Step 2: Validate the new Dataset XML
Before restarting the entire deployment, test that ERDDAP can successfully read your new XML configuration using the DasDds.sh script.
- Ensure your updated
datasets.xmlis saved to your mounted config directory. - Run the validation script:
kubectl exec -it <erddap-pod-id> -- bash -c "cd /usr/local/tomcat/webapps/erddap/WEB-INF && ./DasDds.sh" - Enter the
datasetIDyou just created in the last step. - If the XML is valid, the script will print the
.dasand.ddsstructure to your terminal. If there are errors, use the output to troubleshoot and correct yourdatasets.xml.

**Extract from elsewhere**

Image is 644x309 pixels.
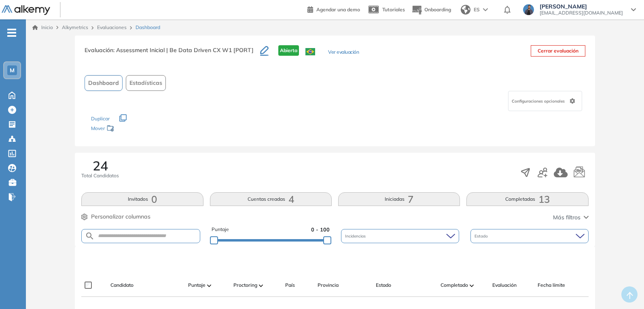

Repeat steps 1 and 2 until there are no more errors.
Step 3: Apply the Changes
Once validated, restart your deployment so ERDDAP can ingest the new configurations:
kubectl rollout restart deployment/erddap-deployment
Useful kubectl commands for debugging
| Command | Purpose |
|---|---|
kubectl port-forward <erddap-pod-id> 8080:8080 | Forward the pod's port to your local machine (http://localhost:8080/erddap) for testing before modifying Ingress. |
kubectl logs <erddap-pod-id> | View the Tomcat/Catalina startup logs to diagnose immediate crash loops. |
kubectl describe pod <erddap-pod-id> | Check for volume mounting errors or insufficient resource limits. |
kubectl get ingress erddap-deployment -n <your_erddap_namespace> -o yaml | Check ingress connections. |
kubectl get endpoints erddap-deployment -n <your_erddap_namespace> -o yaml | Check your endpoint connections. |
kubectl describe svc erddap-deployment -n <your_erddap_namespace> | Check service IPs and ports. |
Notes
This is only one way of deploying ERDDAP using Kubernetes, and is the way we have deployed the ERDDAP associated with the Rhode Island Data Discovery Center. We use the manifest approach with kustomize so it's easier to understand all the connections and we still get the benefits of using overlays and testing on QA. Helm Charts is another viable approach, but would use a completely different configuration approach.